Tuesday, July 25, 2006

Lines


As a kid, I spent a great deal of time in the room where my retired grandfather kept his books and carving bench. It had been my Father's bedroom for his entire life previous to marrying my mother. Dad's narrow bed under the low saltbox eaves was gone and replaced by charts and compasses, sextants and globes, pulleys and blocks and tackle and a bushel basket of Japanese glass fishing floats gathered gradually along the edge of The Sound. All held hours of fascination, but the things which drew me again and again were the ship half hulls. They were beautiful to me. They were working models from the boat and ship yards which has thrived before World War I along the banks of the Pawcatuck and Mystic rivers; polished mahogany forms to guide the carpenters and shipwrights in forming the ribbed frameworks of the hulls. They were all different, schooners and sloops and larger full rigged ships, but all had been invented via the maker's instinct from rolling compound curves; an organic understanding of forward motion and displacement through water. Two disparate halves could be placed together-two opposing ogee curves- the outline making what looked like a champagne glass shape (a "coup" contoured like Louis XV's mistress Madame Pompadour breast ) when viewed from the end.

The Andrea Doria was one of the loveliest ships built to ferry Americans to the Old World during the post war tourism boom, descending along the aesthetic lines of the great Normandie, which with many others I had examined in some of the books stacked in my Grandfather's room. Her steel flanks followed the same gracious curves of the wooden hull models. Inside, the swept back wedding cake superstructure was fitted with furniture and artworks by notable Italians of the day, sweeping coved ceilings, ceramic relief walls, lavishly woven carpets and tapestries and figural marquetry paneling and amoeba shaped chairs and sofas floating above polished marble mosaic floors on thin stiletto legs. Brochure illustrations reprinted alongside photos and deck plans in the books showed cheerful blond passengers beside outdoor pools - clean cut men in pale sports coats and ladies in crinoline dresses flared and brightly patterned like the attendant sheltering umbrellas - all being served those saucer shaped glasses of champagne by waiters in white jackets, narrow bow ties, and shiny blue black hair.
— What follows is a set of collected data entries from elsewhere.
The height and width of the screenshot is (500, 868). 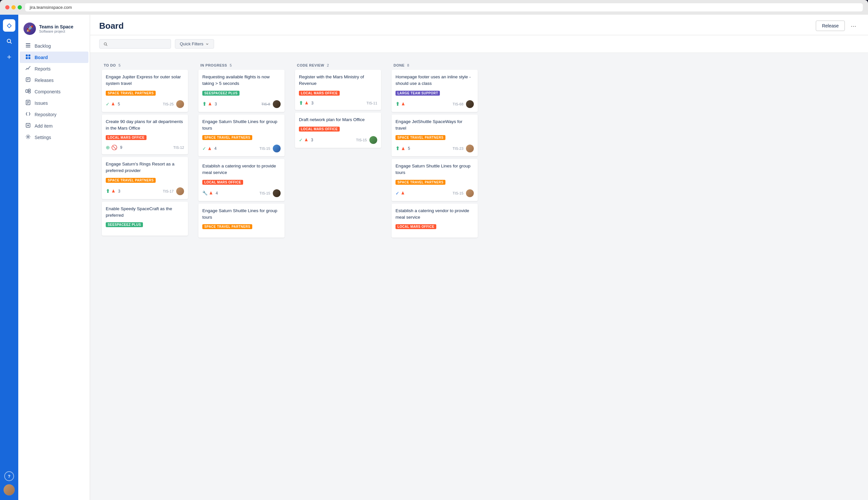 What do you see at coordinates (14, 8) in the screenshot?
I see `dot-yellow` at bounding box center [14, 8].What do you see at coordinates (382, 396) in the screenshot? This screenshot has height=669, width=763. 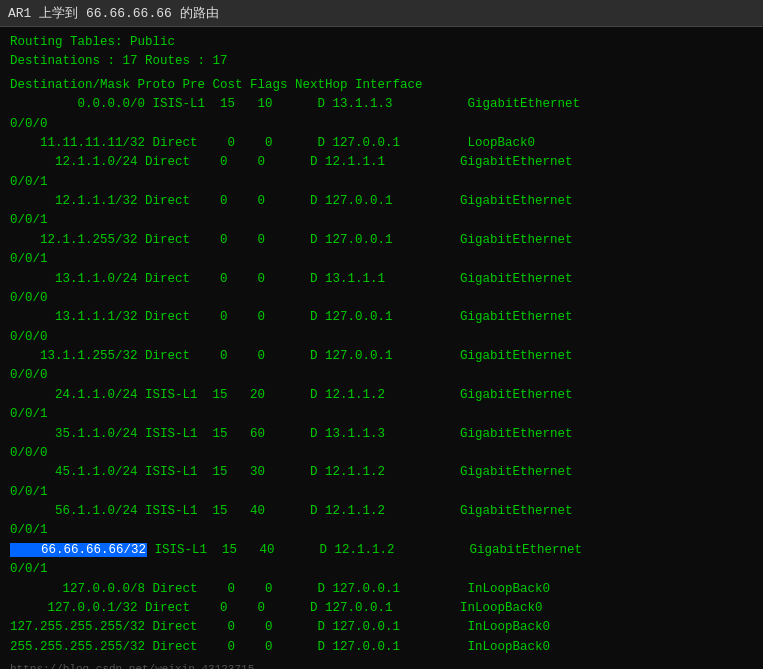 I see `route-row: 24.1.1.0/24 ISIS-L1 15 20 D 12.1.1.2 Gig…` at bounding box center [382, 396].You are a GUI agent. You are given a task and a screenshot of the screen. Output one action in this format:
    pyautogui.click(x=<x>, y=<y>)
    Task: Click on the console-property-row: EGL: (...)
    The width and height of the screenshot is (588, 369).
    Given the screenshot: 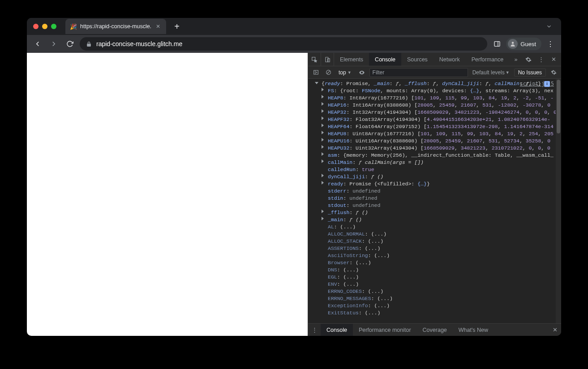 What is the action you would take?
    pyautogui.click(x=438, y=277)
    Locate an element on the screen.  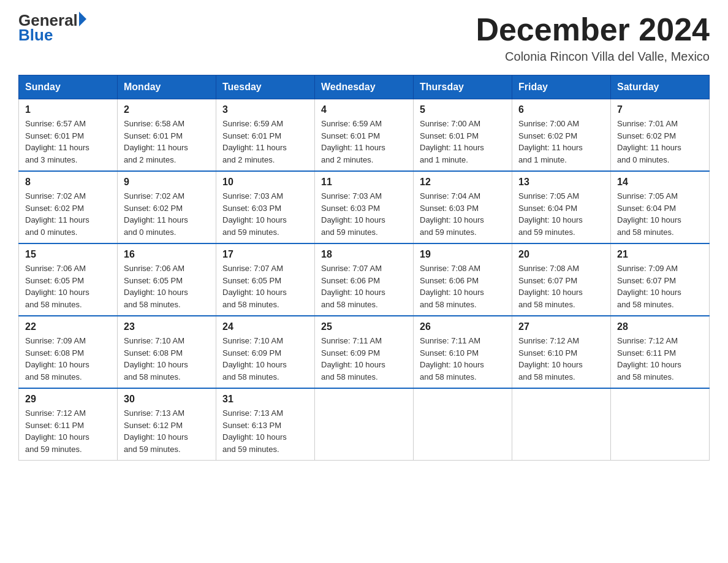
header-friday: Friday is located at coordinates (561, 87).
All large ships are surprisingly fragile things, considering their great size and cost; their beautifully curved steel skins are only about an inch thick. Late on the evening of July 25th, 1956, in a thick fog off Nantucket island, the fine contour of the Andrea Doria's hull was pierced in collision with the Swedish liner Stockholm. Far less lovely festive and bright, but armored and reinforced against the ice of northern waters, the long tapering, ice breaking clipper bow of the Stockholm penetrated from the portside almost to the Andrea Doria's center keel, and down from the main deck to far below the waterline. When the ships wrested apart, the ocean poured in, and hours later on the morning of the twenty sixth, with news cameras clicking away, the glossy black hull fully revealed itself, rolling over like a giant whale and slipping under the waves. Approximately fifteen hundred were saved by the speedy actions of rescue ships; forty eight died in their lavish cabins; crushed corpses sinking to the bottom of the Atlantic in a cracked eggshell of tons and tons of steel. Deck chairs and lifeboats floated off, and those not scavenged by the boats attending the sinking were carried off on the same currents which brought my grandfather his glass fishing floats.

The dead ship still captivates; people living who mourn the remembered dead, or who mourn that past era as lived or imagined. Less romantic admirers, divers drawn to the popular and accessible site, still sift through the debris for bits of porcelain and crystal not already stripped away by swift currents or previous visitors. The hull flexes and contorts as it crumbles into the ocean bottom, it's contours distorting and settling into new forms crusted and re-encrusted with anemonies and cobwebs of fishing nets. I've read that divers say, when the water changes suddenly, as it does from murky to clear, that it's quite beautiful in the cool green light that filters down from above.